Social work blues

Review of ‘Fourth of July Creek’ by Smith Henderson.

 

Fourth of July Creek
Smith Henderson
470 pages, hardcover:
$26.99.
Ecco, 2014.

Fourth of July Creek, the robust debut of Portland-based novelist Smith Henderson, follows the life of Pete Snow, a state social worker in the fictional town of Tenmile, Montana. At work, Snow is steady and skillful, able to calm frightened children and parse messy domestic situations. But after hours, he’s an alcoholic prone to unbridled benders, alienated from his own land-baron dad and fugitive brother. He has lived in an isolated cabin ever since he left his cheating wife.

One day in the early 1980s, a disheveled child named Benjamin wanders into the town, west of Glacier National Park. Pete buys Benjamin new clothes and medicine for giardia and scurvy, and returns him to the remote spot the boy calls home. Benjamin’s father, Jeremiah, a wild-bearded, scripture-quoting, shotgun-toting survivalist, collects his son while threatening Pete with a “fatal wrath.” But Pete refuses to give up on this odd family, gradually befriending them as you might a pair of skittish wild animals.

Meanwhile, after Pete’s hard-partying wife moves to Texas, their 13-year-old daughter, Rachel, runs away. Pete, who blames himself for neglecting his daughter, takes off on a cross-country mission to rescue her. As he tells his estranged wife, “I take kids away from people like us.” We learn what’s happening to Rachel through question-and-answer sessions interspersed throughout the novel, in which she details all she endures as she drifts.

Fourth of July Creek is rife with painfully honest, hard-won insights about kids out on the street or caught up in the system; the author once worked at a group home for juveniles in Missoula, and his experience brings a unique authenticity to the story.

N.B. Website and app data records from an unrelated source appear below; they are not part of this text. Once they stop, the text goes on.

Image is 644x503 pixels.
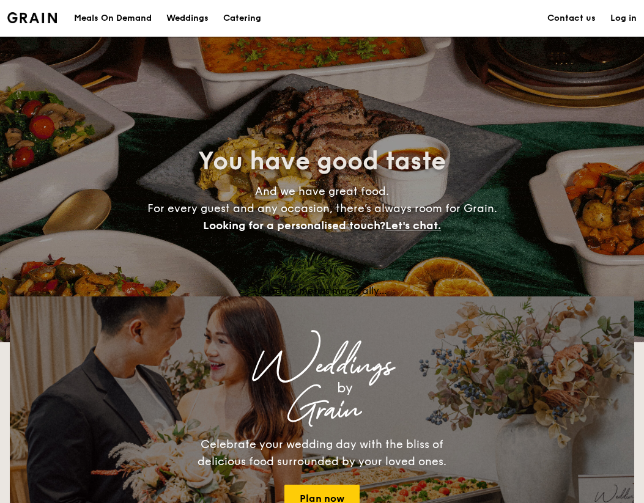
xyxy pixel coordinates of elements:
a: Logotype [7,12,57,23]
div: by [133,377,557,399]
div: Grain [87,399,557,421]
div: Celebrate your wedding day with the bliss of delicious food surrounded by your loved ones. [185,436,460,470]
span: Let's chat. [385,219,441,232]
div: Weddings [87,355,557,377]
img: Grain [7,12,57,23]
div: Loading menus magically... [10,285,634,297]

At times, the novel is so bleak that only the precision and beauty of Henderson’s language keeps you from flinching away: “Medallions from the quaking aspen lay about in a golden hoard, blowing up in parade confetti as he drove through them.” But keep reading, and you’ll find yourself caring about the wounded people who stagger through this book too much to ever want to leave them. It seems as if Henderson felt the same way — he ends the book in mid-sentence, the fate of one character not fully revealed. Expect the hosannas for this rich, heartbreaking novel to continue for years to come.